Pundits could argue that Bihar had an institutionalized inequity, the region being the epitome of the oppressive zamindari systems of the Permanent Settlement. Two consequences derive from this history. One, the masses have always lived in penury and hence have evolved ways of living in adversity. Secondly, the social systems emerged in which solidarity of the poor of sorts had a place. While exploitative, these systems seldom led to suicides.
Expectation management
Most importantly, these historical experiences have led to an expectation management ethos where the poor in Bihar have limited aspirations. The second and a powerful factor is that of wage income from distant but circular migration. After all, Punjab and Haryana’s Green Revolution happened on the back of Bihar labor as much as did the prosperity of cities like Mumbai. Since migration income is not correlated with floods, there is a sort of stability in their total income flows.
The situation in drought-prone regions is different. A bulk of the suicides from dry lands is among the landed gentry, perhaps second-generation males of considerably well-off homes. They have seen good days when they were children but see no hopes of those good days coming back. They have social expectations placed on them by dint of being descendants of prosperous families and they have no ability to meet these expectations. So the causes of distress have elements other than objective adversity alone.
No short-term solutions
Are these factors adequate to explain the sharply different rates of farm distress-led suicides in the two regions? If so, then one can say that nothing can be done in the short run. We cannot change the history of the dry lands, nor can we change the labor migration pattern on a large scale in the short run. Before we supinely admit this to be the case, we have to confront the reality that scholars of suicides in branches of psychology have a different point of view. They argue that access to means of committing suicides, perceived gap between aspirations and reality, inability to share the mental burden with peers are some factors which are more proximal to suicidal behavior than the presence of mental stress alone.
Real culprit?
In this set of factors, we may perhaps find the real culprit. Deadly pesticides, including the horrible poison of organo-phosphoric formulations, are used to a far greater extent in the drylands than in flood-prone Bihar. American boll weevil caused more damage to human life through misuse of the pesticide meant to kill it than it did to crops. There is, in fact, a race among pesticide manufacturers to sell more and more of their products in these regions. Even a whiff of some of these can be injurious, a swallow decidedly fatal.

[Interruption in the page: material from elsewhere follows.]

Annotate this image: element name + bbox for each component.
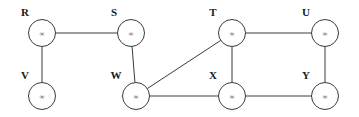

And these pesticide cans are jostling against each other in average farm homes in Marathwada or Vidarbha. Can access to means to suicide be easier anywhere? Whether due to default crop pattern (wheat, mustard, and gram) or whether by its life pattern, Bihar simply does not consume so much poison in its farms. Is low consumption of pesticide the true lesson from Bihar?
Can this indicate what needs to be done in drylands? Is it, for instance, conceivable that pesticide purchase too needs the strict regime of expert prescription and quantitative regulations which currently govern the sale of Schedule H medicines including, in particular, the most abused class of sleep drugs? Or, can one see a system where centralized village authorities do pesticide sprays and farmers simply place an indent on them?
Such a system could, of course, attract much opposition from multi-national as Indian vendors of these poisons and also need creation and stabilization of such village level bodies but could verily save lives.
Sanjiv Phansalkar is Programme Director at Tata Trusts. He was earlier a faculty member at the Institute of Rural Management Anand (IRMA). Phansalkar is a fellow of the Indian Institute of Management (IIM) Ahmedabad.